RBC Capital Markets has downgraded discoverIE Group PLC (LSE:DSCV) from ‘outperform’ to ‘sector perform’, arguing that a 50% rally since the end of March has returned the electronics components supplier’s valuation to its long-term average, leaving little room for further re-rating.
The bank kept its price target at 800p, just 50p above the current share price, reflecting a price-to-earnings ratio of 18x applied to its 2027 earnings forecast, in line with the stock’s 10-year average and a slight premium to RBC’s UK coverage average of 16.9x.
RBC upgraded discoverIE in April 2025 when tariff-driven market turbulence pushed the shares to a 30% discount to that 10-year average, creating what it saw as a clear buying opportunity.
The group delivered solid results for the financial year ending March 2026, broadly in line with consensus expectations, though RBC noted that underlying earnings before interest, tax and amortisation (EBITA) remained 4% below its own post-tariff forecast set a year earlier and 9% below its pre-tariff estimate.

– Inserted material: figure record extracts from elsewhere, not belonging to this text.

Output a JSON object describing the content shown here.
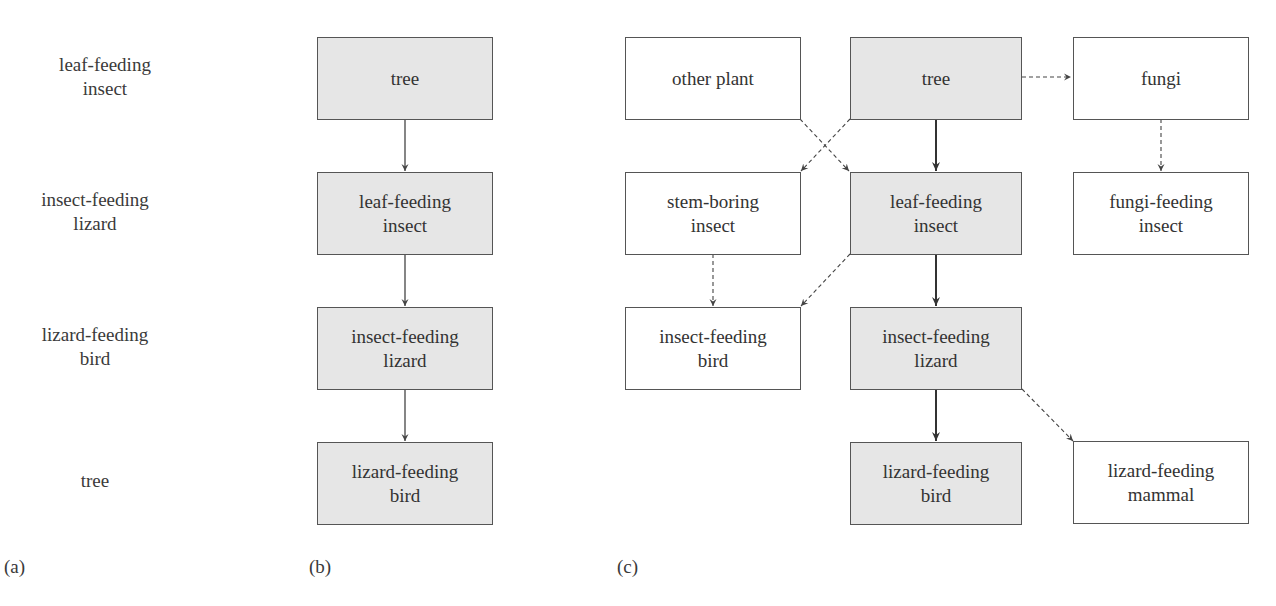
{
  "panel_a": {
    "caption": "(a)",
    "labels": [
      "leaf-feeding\ninsect",
      "insect-feeding\nlizard",
      "lizard-feeding\nbird",
      "tree"
    ]
  },
  "panel_b": {
    "caption": "(b)",
    "nodes": [
      "tree",
      "leaf-feeding\ninsect",
      "insect-feeding\nlizard",
      "lizard-feeding\nbird"
    ]
  },
  "panel_c": {
    "caption": "(c)",
    "nodes": {
      "other_plant": "other plant",
      "tree": "tree",
      "fungi": "fungi",
      "stem_boring_insect": "stem-boring\ninsect",
      "leaf_feeding_insect": "leaf-feeding\ninsect",
      "fungi_feeding_insect": "fungi-feeding\ninsect",
      "insect_feeding_bird": "insect-feeding\nbird",
      "insect_feeding_lizard": "insect-feeding\nlizard",
      "lizard_feeding_bird": "lizard-feeding\nbird",
      "lizard_feeding_mammal": "lizard-feeding\nmammal"
    },
    "edges": [
      {
        "from": "tree",
        "to": "leaf_feeding_insect",
        "style": "solid"
      },
      {
        "from": "leaf_feeding_insect",
        "to": "insect_feeding_lizard",
        "style": "solid"
      },
      {
        "from": "insect_feeding_lizard",
        "to": "lizard_feeding_bird",
        "style": "solid"
      },
      {
        "from": "tree",
        "to": "fungi",
        "style": "dashed"
      },
      {
        "from": "tree",
        "to": "stem_boring_insect",
        "style": "dashed"
      },
      {
        "from": "other_plant",
        "to": "leaf_feeding_insect",
        "style": "dashed"
      },
      {
        "from": "fungi",
        "to": "fungi_feeding_insect",
        "style": "dashed"
      },
      {
        "from": "stem_boring_insect",
        "to": "insect_feeding_bird",
        "style": "dashed"
      },
      {
        "from": "leaf_feeding_insect",
        "to": "insect_feeding_bird",
        "style": "dashed"
      },
      {
        "from": "insect_feeding_lizard",
        "to": "lizard_feeding_mammal",
        "style": "dashed"
      }
    ]
  },
  "colors": {
    "shaded_fill": "#e6e6e6",
    "border": "#555555",
    "text": "#333333"
  }
}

The growth outlook for the year ahead is more encouraging, with RBC forecasting EBITA rising 18% in the financial year to March 2027, supported by the completed acquisition of Trival in April and the pending completion of 3G over the coming months.

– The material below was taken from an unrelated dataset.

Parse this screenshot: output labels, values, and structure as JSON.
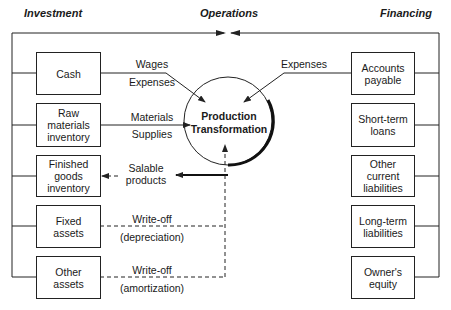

However, roughly half of that EBITA growth is acquisition-driven rather than organic, and with higher financing costs diluting the benefit at the earnings per share level, RBC forecasts EPS growth of only 8%.
Organic momentum is nonetheless picking up, with orders growing 14% and sales 5% in the fourth quarter, and management flagging continued positive growth in the first weeks of the new financial year.
RBC forecasts organic revenue growth of 5% for the year and sees the group’s EBITA margin expanding steadily from 13.8% in 2026 to 15.7% by 2029, still short of management’s longer-term 17% target for 2030.
Net debt to EBITDA is expected to reach 1.8x by the end of the 2027 financial year following the acquisitions, leaving capacity for further bolt-on deals but probably not at the scale of recent transactions without an equity raise.